Two Indian state-backed companies are in talks to acquire Tullow Oil’s stake in Turkana oil projects in a deal estimated to breach Sh356.5 billion ($3 billion).
This will mark one of the biggest deals in Kenya’s history and offers a foreign government a stake in a venture that is seeking to develop infrastructure for oil production.
Bloomberg news agency reported from India that ONGC Videsh and Indian Oil Corp may acquire the stake for between $2 billion and $3 billion.
Executives of Indian Oil Corp, which is India’s top refiner, and ONGC Videsh — the country’s second-largest oil and gas firm — last week met top officials of Kenya’s Energy ministry in an effort to smooth the deal.
Petroleum Principal Secretary Andrew Kamau asked the Business Daily to seek a comment from Tullow, which made reference to a statement issued on Twitter over the weekend.
“The Kenyan Ministry of Petroleum and Mines hosted a meeting with Tullow, OVL and IOCL in Nairobi last week as part of Tullow’s ongoing process to secure a strategic investor for Project Oil Kenya,” Tullow had said on Twitter. “The meeting was positive and the parties agreed to hold further discussions.”
India, the world’s fourth-biggest oil consumer, has charged state oil firms with acquiring assets overseas to improve the security of its energy supplies. The country imports about 80 percent of its crude needs.
The Indian state-backed companies will be joint operators of the project after the deal, Bloomberg said.
Tullow is the current operator of the project and has a 50 percent stake, while partners Africa Oil Corp. and TotalEnergies SE hold 25 percent each.
The potential deal signals the revival of Kenya’s aspiration to export oil on a commercial scale since Tullow discovered crude in the East African country in 2012.
Raising hopes
Tullow submitted a final field development programme to the government in December, boosting the project that had stalled as the company focused on managing debt and finalising its strategy.
Tullow, which struck oil 10 years ago, has been under pressure from Kenya to develop the Turkana oil wells that it expects to yield up to 120,000 barrels per day once production starts.
Kenya first announced the discovery of oil in Block 10BB and 13T in Turkana in March 2012, raising hopes of the petro-dollars needed to fuel economic growth. But the country is yet to fully commercialise crude oil production.
Kenya had set a December 2021 deadline for Tullow to present a comprehensive investment plan for oil production in Turkana or risk losing concession on two exploration fields in the area.
Tullow and its partners in the project, Africa Oil and Total, had initially planned to reach a final investment decision in 2019 and production of the first oil between this year and next year.
A deep-pocketed strategic partner would enable Tullow to cushion its risks for the multi-billion shilling project that includes setting up a crude pipeline and processing facilities for the oilfields.

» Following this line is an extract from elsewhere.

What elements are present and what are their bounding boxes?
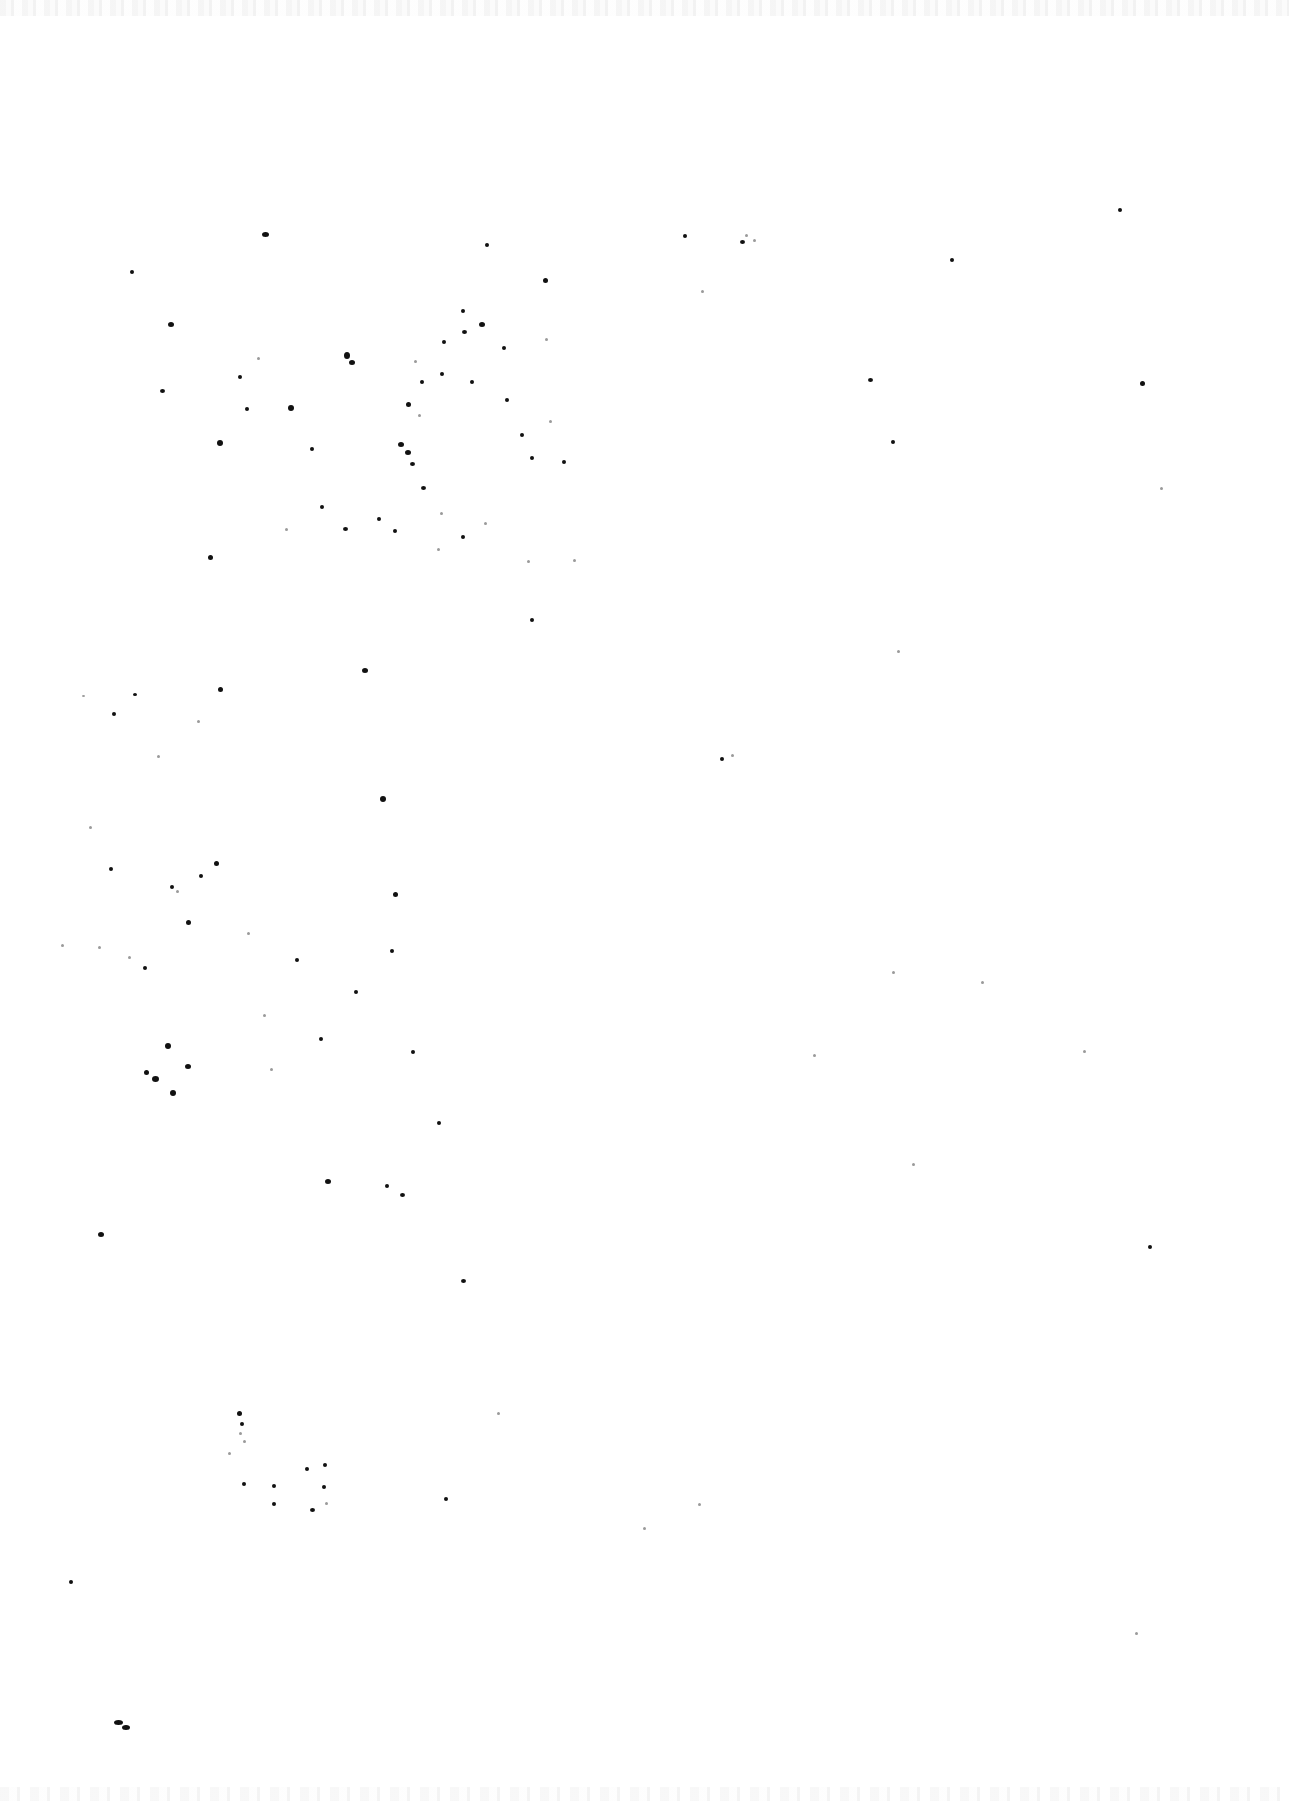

Tullow announced earlier it plans to sell a significant chunk of its 50 percent stake in the blocks, having hit financial hurdles of its own.

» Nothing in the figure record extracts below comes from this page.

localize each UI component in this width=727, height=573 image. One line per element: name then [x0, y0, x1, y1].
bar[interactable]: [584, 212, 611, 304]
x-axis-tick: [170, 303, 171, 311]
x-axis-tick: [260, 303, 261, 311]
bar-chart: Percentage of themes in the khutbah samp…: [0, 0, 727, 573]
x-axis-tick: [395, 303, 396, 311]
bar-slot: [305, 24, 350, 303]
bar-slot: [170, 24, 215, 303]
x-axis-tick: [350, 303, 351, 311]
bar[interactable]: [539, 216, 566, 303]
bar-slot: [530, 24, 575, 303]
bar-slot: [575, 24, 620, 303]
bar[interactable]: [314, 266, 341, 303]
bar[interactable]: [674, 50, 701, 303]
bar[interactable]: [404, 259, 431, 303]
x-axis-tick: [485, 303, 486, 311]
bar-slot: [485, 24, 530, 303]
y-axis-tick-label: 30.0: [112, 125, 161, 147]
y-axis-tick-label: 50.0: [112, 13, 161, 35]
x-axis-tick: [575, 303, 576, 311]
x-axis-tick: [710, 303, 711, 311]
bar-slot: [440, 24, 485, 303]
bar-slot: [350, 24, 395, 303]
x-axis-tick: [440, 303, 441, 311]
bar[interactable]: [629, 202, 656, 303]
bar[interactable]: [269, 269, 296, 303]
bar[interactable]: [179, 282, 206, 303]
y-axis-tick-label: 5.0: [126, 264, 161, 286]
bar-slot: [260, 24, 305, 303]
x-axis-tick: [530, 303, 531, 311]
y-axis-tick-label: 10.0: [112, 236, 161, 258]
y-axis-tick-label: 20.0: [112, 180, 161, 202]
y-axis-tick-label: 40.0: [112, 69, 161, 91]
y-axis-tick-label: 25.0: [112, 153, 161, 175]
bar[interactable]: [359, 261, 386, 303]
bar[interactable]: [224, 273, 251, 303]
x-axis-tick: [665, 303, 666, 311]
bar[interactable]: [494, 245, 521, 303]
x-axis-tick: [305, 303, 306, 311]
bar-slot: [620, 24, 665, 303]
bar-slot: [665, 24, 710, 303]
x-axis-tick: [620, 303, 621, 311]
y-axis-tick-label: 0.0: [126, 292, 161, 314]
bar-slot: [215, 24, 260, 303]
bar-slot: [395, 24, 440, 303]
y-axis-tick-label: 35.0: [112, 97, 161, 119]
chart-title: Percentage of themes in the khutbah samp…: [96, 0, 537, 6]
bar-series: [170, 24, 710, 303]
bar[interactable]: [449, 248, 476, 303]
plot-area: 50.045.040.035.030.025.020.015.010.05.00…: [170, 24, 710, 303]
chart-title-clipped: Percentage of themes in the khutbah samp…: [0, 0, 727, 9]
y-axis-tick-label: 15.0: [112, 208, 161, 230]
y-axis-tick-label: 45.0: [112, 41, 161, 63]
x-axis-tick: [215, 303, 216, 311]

The Ministry of Energy played down concerns of delays of Kenya’s oil dream, saying the plans had finally taken shape.
Kenya’s contract with Tullow for the concession of the two blocks in the Lokichar Basin — the 4,719 square kilometre 13T and 6,172 square km 10BB — contained a clause allowing the government to exercise a back-in right, which essentially means buying back a percentage of the ownership before production kicks in.
These rights allow Kenyans to own part of the oil-producing blocks once they are certified to hold reserves, protecting taxpayers from the highly risky initial exploration stage.
Mr Kamau, who had indicated earlier that the government held the right to buy back 15 percent stake in one block and 20 percent in the other, maintains the government does not necessarily have to exercise that option.
Viable reserves
The British firm expects to recover 585 million barrels of oil (mmbo) from the project over the full life of the field.
The commercially extractable volume climbed to 585 million barrels from the previous estimate of 433 million barrels, according to an audit by British petroleum consulting firm Gaffney Cline Associates (GCA).
Tullow estimated the cost of production from the wells at $22 a barrel.
At the current crude price of $100 a barrel, the potential crude in the reservoir would be valued at Sh33.7 trillion ($284 billion) — equivalent to nearly three times Kenya’s GDP — while the proven commercially viable reserves are valued at Sh6.9 trillion ($58.4 billion).
Kenya would not, however, earn the whole amount when production starts, with a big percentage going to production and shipping costs. From an earlier plan, the waxy crude will be shipped from the fields via a 20-inch, 825-kilometre heated pipeline to the port in Lamu.